The Body of Christ: The Church
Paul also used "body" as his primary metaphor for the church. Believers together form "the body of Christ," with each person functioning as a distinct member (1 Corinthians 12:12-27; Romans 12:4-5; Ephesians 4:4, 12, 16). This metaphor teaches that the church is a living organism, not merely an organization, and that every member is essential to the whole.

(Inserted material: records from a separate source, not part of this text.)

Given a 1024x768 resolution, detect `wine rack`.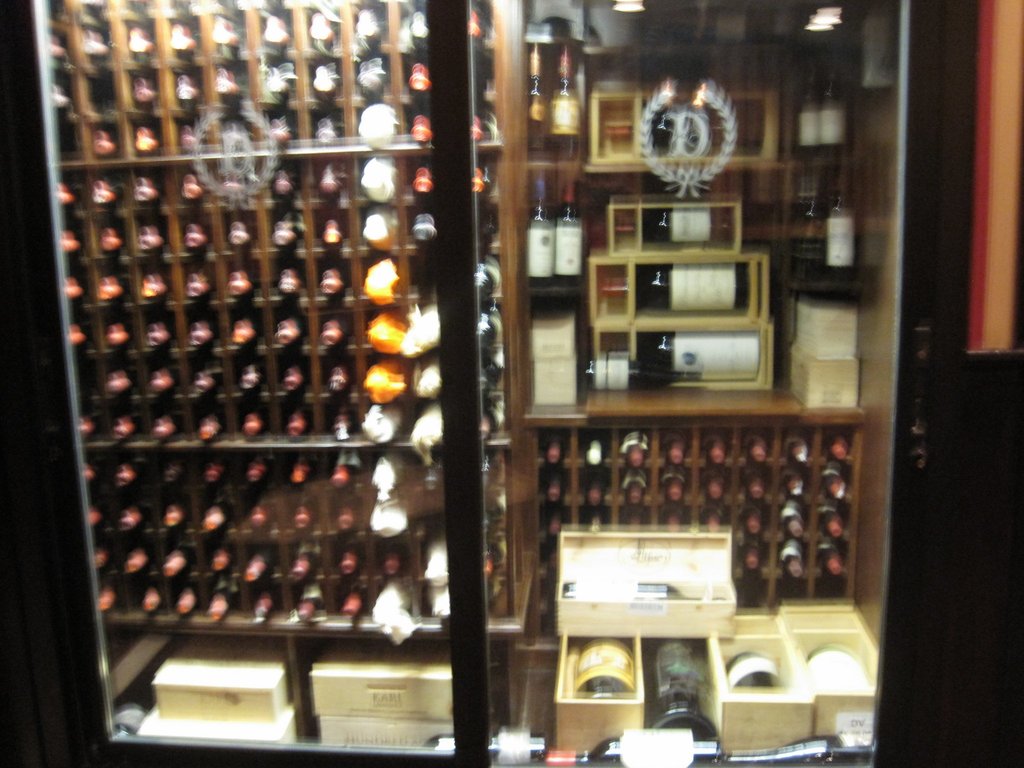
467, 0, 909, 767.
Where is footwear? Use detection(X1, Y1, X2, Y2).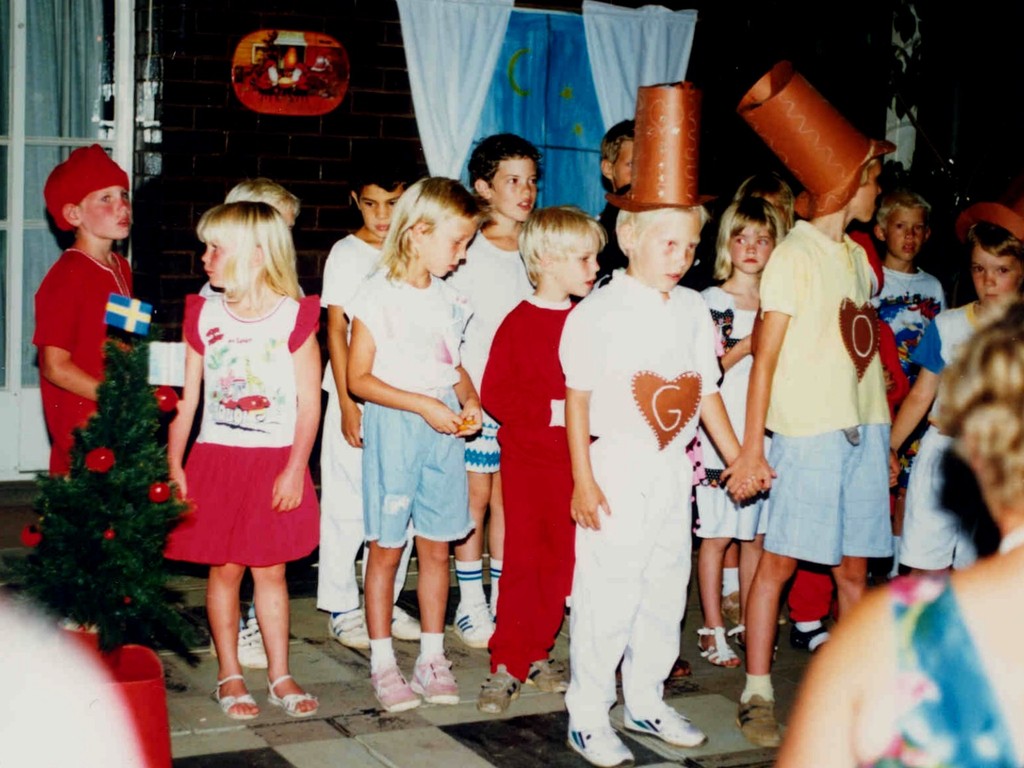
detection(560, 719, 634, 767).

Christ is the head of this body (Ephesians 1:22-23; Colossians 1:18), directing its growth and mission. The diversity of gifts and functions within the body reflects the diversity of a physical body's parts, and no member can say to another, "I don't need you" (1 Corinthians 12:21). The body metaphor also underscores mutual dependence: "If one part suffers, every part suffers with it; if one part is honored, every part rejoices with it" (1 Corinthians 12:26).
The Body in Eternity
The Bible's vision of eternity is emphatically bodily. The final hope is not escape from the body but the resurrection of the body in a renewed creation. Paul longed not to be unclothed but to be "further clothed" with the heavenly dwelling (2 Corinthians 5:2-4). Revelation describes a new heaven and new earth where God dwells with embodied humanity forever (Revelation 21:1-4). The redemption of the body is the completion of salvation, the moment when the whole person, spirit and body together, is fully restored to God's original intent (Romans 8:23).
Biblical Context
The body appears throughout Scripture: in the creation narrative (Genesis 2:7), the incarnation (John 1:14), the Last Supper (Luke 22:19), Paul's temple metaphor (1 Corinthians 6:19), the body of Christ as church (1 Corinthians 12), the resurrection body (1 Corinthians 15), and the living sacrifice of worship (Romans 12:1). Key Hebrew and Greek terms include basar (flesh), nephesh (living being), and soma (body).
Theological Significance
The biblical view of the body affirms the goodness of creation, the dignity of embodied existence, and the comprehensiveness of God's redemption. The incarnation sanctifies human flesh; the resurrection promises its transformation. Paul's identification of the body as a temple of the Spirit elevates physical conduct to the realm of worship. The body-of-Christ metaphor establishes the church as an organic unity in which every member matters. The doctrine of bodily resurrection opposes every form of dualism that devalues physical existence.
Historical Background
The biblical view of the body emerged in a context where competing philosophies held very different perspectives. Greek dualism, particularly as expressed by Plato, viewed the body as inferior to the soul. Gnostic movements in the early Christian era either denigrated the body through asceticism or dismissed it through licentiousness. The biblical affirmation of the body's goodness and its destiny in resurrection was a distinctive and countercultural claim. Early church creeds emphasized belief in 'the resurrection of the body' precisely to counter Gnostic denial of physical redemption.